Directed graphical models
Alexandre Bouchard-Côté
Graphical models
- The next few topics will be an overview of several useful Bayesian models (joint distributions over knowns and unknowns)
- Graphical models are pictures that will help you visualize Bayesian models
- There are several kinds of graphical models (directed, undirected, factor graphs)
- Today we will talk about directed graphical models
Motivation: “generating data”
- “Generating data”: creating a fake dataset (also known as “synthetic data”)
- same data types as the real data, but different values
- Why generating data is useful:
- Testing inference procedures (both mathematical derivations and software implementation)
- Conceptual: in the Bayesian framework “model” \(=\) “algorithm to generate data”
- The core data-structure needed to generate data is a directed graphical model
Example
Recall the Delta rocket example:
launch1 | failureProbability ~ Bernoulli(failureProbability)
launch2 | failureProbability ~ Bernoulli(failureProbability)
launch3 | failureProbability ~ Bernoulli(failureProbability)
nextLaunch | failureProbability ~ Bernoulli(failureProbability)
failureProbability ~ ContinuousUniform(0, 1)
Suppose you want to generate a synthetic dataset.
Poll: what order is most convenient to generate the 5 variables?
- launch1, launch2, launch3, nextLaunch, failureProbability
- failureProbability, launch1, launch2, launch3, nextLaunch
- nextLaunch, failureProbability, launch1, launch2, launch3
- nextLaunch, launch1, launch2, launch3, failureProbability
- failureProbability, nextLaunch, launch1, launch2, launch3
Example, continued
launch1 | failureProbability ~ Bernoulli(failureProbability)
launch2 | failureProbability ~ Bernoulli(failureProbability)
launch3 | failureProbability ~ Bernoulli(failureProbability)
nextLaunch | failureProbability ~ Bernoulli(failureProbability)
failureProbability ~ ContinuousUniform(0, 1)

- Any order that starts with failureProbability is easy to implement (other orders all technically possible since chain rule applies in any order, but computationally more challenging as the conditional probabilities are then not directly available)
- How to generalize? Directed graphical model.
- Directed graphical model: a discrete directed graph where
- each vertex is a random variable from the model
- draw an edge
x
\(\to\) y
whenever the model description contains:
y | ..., x, ...
- Any ordering of the variables respecting the directionality of the graphical model’s edges yields an efficient algorithm for synthetic data generation
- “respecting the directionality of the edges”: technical definition is called “linearization of partial order”
- finding a linearization can be done in linear time using topological sorting
Conditioning
Bonus: the notation can be used to represent a conditional distribution.
Convention: shade in gray the nodes we condition on (observations)

Plate notation
Plate: When there are too many vertices to draw in a graphical model, use a square (“plate”) to indicate a group of nodes that are repeated several times. A graphical “for loop”.

Further pointers on graphical models
Directed graphical models are also useful to identify conditional independence relationships (recall, \(A\) is conditionally independent of \(B\) give \(C\) if \({\mathbb{P}}(A|C) {\mathbb{P}}(B|C) = {\mathbb{P}}(A \cap B | C)\)).
Watch this video to see how this is done, or read the original paper.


* Assignment
Write out the entire listing below exactly, with the pictures left out.

* Data for the task
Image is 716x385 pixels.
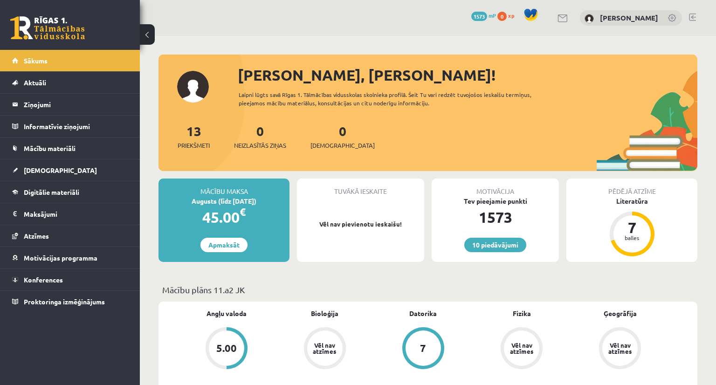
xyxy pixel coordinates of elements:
[24,297,105,306] span: Proktoringa izmēģinājums
[488,12,496,19] span: mP
[472,327,571,371] a: Vēl nav atzīmes
[600,13,658,22] a: [PERSON_NAME]
[177,141,210,150] span: Priekšmeti
[24,56,48,65] span: Sākums
[12,50,128,71] a: Sākums
[431,178,559,196] div: Motivācija
[12,225,128,246] a: Atzīmes
[301,219,419,229] p: Vēl nav pievienotu ieskaišu!
[603,308,636,318] a: Ģeogrāfija
[310,123,375,150] a: 0[DEMOGRAPHIC_DATA]
[618,220,646,235] div: 7
[275,327,374,371] a: Vēl nav atzīmes
[177,327,275,371] a: 5.00
[158,178,289,196] div: Mācību maksa
[234,123,286,150] a: 0Neizlasītās ziņas
[497,12,506,21] span: 0
[238,64,697,86] div: [PERSON_NAME], [PERSON_NAME]!
[618,235,646,240] div: balles
[24,203,128,225] legend: Maksājumi
[24,116,128,137] legend: Informatīvie ziņojumi
[12,72,128,93] a: Aktuāli
[158,196,289,206] div: Augusts (līdz [DATE])
[12,116,128,137] a: Informatīvie ziņojumi
[12,203,128,225] a: Maksājumi
[12,269,128,290] a: Konferences
[431,196,559,206] div: Tev pieejamie punkti
[497,12,518,19] a: 0 xp
[24,144,75,152] span: Mācību materiāli
[566,196,697,206] div: Literatūra
[24,78,46,87] span: Aktuāli
[234,141,286,150] span: Neizlasītās ziņas
[566,196,697,258] a: Literatūra 7 balles
[24,253,97,262] span: Motivācijas programma
[206,308,246,318] a: Angļu valoda
[24,275,63,284] span: Konferences
[239,205,246,218] span: €
[12,291,128,312] a: Proktoringa izmēģinājums
[24,166,97,174] span: [DEMOGRAPHIC_DATA]
[512,308,531,318] a: Fizika
[12,137,128,159] a: Mācību materiāli
[12,247,128,268] a: Motivācijas programma
[310,141,375,150] span: [DEMOGRAPHIC_DATA]
[471,12,496,19] a: 1573 mP
[24,232,49,240] span: Atzīmes
[571,327,669,371] a: Vēl nav atzīmes
[10,16,85,40] a: Rīgas 1. Tālmācības vidusskola
[162,283,693,296] p: Mācību plāns 11.a2 JK
[464,238,526,252] a: 10 piedāvājumi
[200,238,247,252] a: Apmaksāt
[607,342,633,354] div: Vēl nav atzīmes
[508,12,514,19] span: xp
[12,94,128,115] a: Ziņojumi
[409,308,436,318] a: Datorika
[312,342,338,354] div: Vēl nav atzīmes
[158,206,289,228] div: 45.00
[566,178,697,196] div: Pēdējā atzīme
[239,90,562,107] div: Laipni lūgts savā Rīgas 1. Tālmācības vidusskolas skolnieka profilā. Šeit Tu vari redzēt tuvojošo...
[12,181,128,203] a: Digitālie materiāli
[24,94,128,115] legend: Ziņojumi
[24,188,79,196] span: Digitālie materiāli
[420,343,426,353] div: 7
[431,206,559,228] div: 1573
[508,342,534,354] div: Vēl nav atzīmes
[471,12,487,21] span: 1573
[584,14,593,23] img: Daniels Salmiņš
[177,123,210,150] a: 13Priekšmeti
[374,327,472,371] a: 7
[216,343,237,353] div: 5.00
[311,308,338,318] a: Bioloģija
[12,159,128,181] a: [DEMOGRAPHIC_DATA]
[297,178,424,196] div: Tuvākā ieskaite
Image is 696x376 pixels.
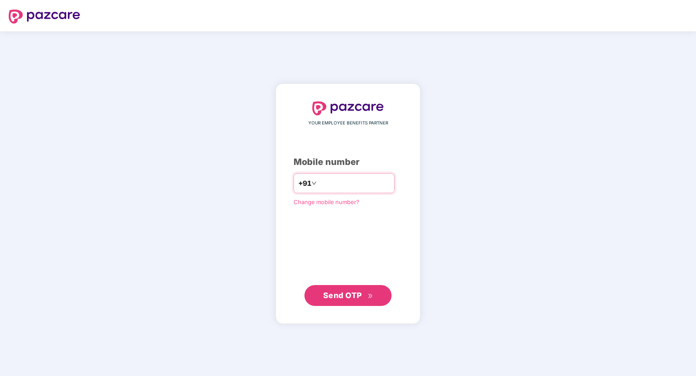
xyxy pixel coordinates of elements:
[304,285,392,306] button: Send OTPdouble-right
[323,291,362,300] span: Send OTP
[294,199,359,206] a: Change mobile number?
[311,181,317,186] span: down
[308,120,388,127] span: YOUR EMPLOYEE BENEFITS PARTNER
[312,101,384,115] img: logo
[368,294,373,299] span: double-right
[294,156,403,169] div: Mobile number
[9,10,80,24] img: logo
[298,178,311,189] span: +91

* Result of the exercise
Image is 716x385 pixels.
xyxy pixel coordinates of elements:
[24,297,105,306] span: Proktoringa izmēģinājums
[488,12,496,19] span: mP
[472,327,571,371] a: Vēl nav atzīmes
[600,13,658,22] a: [PERSON_NAME]
[177,141,210,150] span: Priekšmeti
[24,56,48,65] span: Sākums
[12,50,128,71] a: Sākums
[431,178,559,196] div: Motivācija
[12,225,128,246] a: Atzīmes
[301,219,419,229] p: Vēl nav pievienotu ieskaišu!
[603,308,636,318] a: Ģeogrāfija
[310,123,375,150] a: 0[DEMOGRAPHIC_DATA]
[618,220,646,235] div: 7
[275,327,374,371] a: Vēl nav atzīmes
[177,327,275,371] a: 5.00
[158,178,289,196] div: Mācību maksa
[234,123,286,150] a: 0Neizlasītās ziņas
[497,12,506,21] span: 0
[238,64,697,86] div: [PERSON_NAME], [PERSON_NAME]!
[618,235,646,240] div: balles
[24,203,128,225] legend: Maksājumi
[24,116,128,137] legend: Informatīvie ziņojumi
[12,72,128,93] a: Aktuāli
[158,196,289,206] div: Augusts (līdz [DATE])
[12,116,128,137] a: Informatīvie ziņojumi
[12,203,128,225] a: Maksājumi
[12,269,128,290] a: Konferences
[431,196,559,206] div: Tev pieejamie punkti
[497,12,518,19] a: 0 xp
[24,144,75,152] span: Mācību materiāli
[566,196,697,206] div: Literatūra
[24,78,46,87] span: Aktuāli
[234,141,286,150] span: Neizlasītās ziņas
[566,196,697,258] a: Literatūra 7 balles
[24,253,97,262] span: Motivācijas programma
[206,308,246,318] a: Angļu valoda
[24,275,63,284] span: Konferences
[239,205,246,218] span: €
[12,291,128,312] a: Proktoringa izmēģinājums
[24,166,97,174] span: [DEMOGRAPHIC_DATA]
[512,308,531,318] a: Fizika
[12,137,128,159] a: Mācību materiāli
[12,247,128,268] a: Motivācijas programma
[310,141,375,150] span: [DEMOGRAPHIC_DATA]
[471,12,496,19] a: 1573 mP
[24,232,49,240] span: Atzīmes
[571,327,669,371] a: Vēl nav atzīmes
[10,16,85,40] a: Rīgas 1. Tālmācības vidusskola
[162,283,693,296] p: Mācību plāns 11.a2 JK
[464,238,526,252] a: 10 piedāvājumi
[200,238,247,252] a: Apmaksāt
[607,342,633,354] div: Vēl nav atzīmes
[508,12,514,19] span: xp
[12,94,128,115] a: Ziņojumi
[409,308,436,318] a: Datorika
[312,342,338,354] div: Vēl nav atzīmes
[158,206,289,228] div: 45.00
[566,178,697,196] div: Pēdējā atzīme
[239,90,562,107] div: Laipni lūgts savā Rīgas 1. Tālmācības vidusskolas skolnieka profilā. Šeit Tu vari redzēt tuvojošo...
[12,181,128,203] a: Digitālie materiāli
[24,94,128,115] legend: Ziņojumi
[24,188,79,196] span: Digitālie materiāli
[420,343,426,353] div: 7
[431,206,559,228] div: 1573
[508,342,534,354] div: Vēl nav atzīmes
[471,12,487,21] span: 1573
[584,14,593,23] img: Daniels Salmiņš
[177,123,210,150] a: 13Priekšmeti
[374,327,472,371] a: 7
[216,343,237,353] div: 5.00
[311,308,338,318] a: Bioloģija
[12,159,128,181] a: [DEMOGRAPHIC_DATA]
[297,178,424,196] div: Tuvākā ieskaite
Image is 696x376 pixels.
xyxy pixel coordinates of elements:
[304,285,392,306] button: Send OTPdouble-right
[323,291,362,300] span: Send OTP
[294,199,359,206] a: Change mobile number?
[311,181,317,186] span: down
[308,120,388,127] span: YOUR EMPLOYEE BENEFITS PARTNER
[312,101,384,115] img: logo
[368,294,373,299] span: double-right
[294,156,403,169] div: Mobile number
[9,10,80,24] img: logo
[298,178,311,189] span: +91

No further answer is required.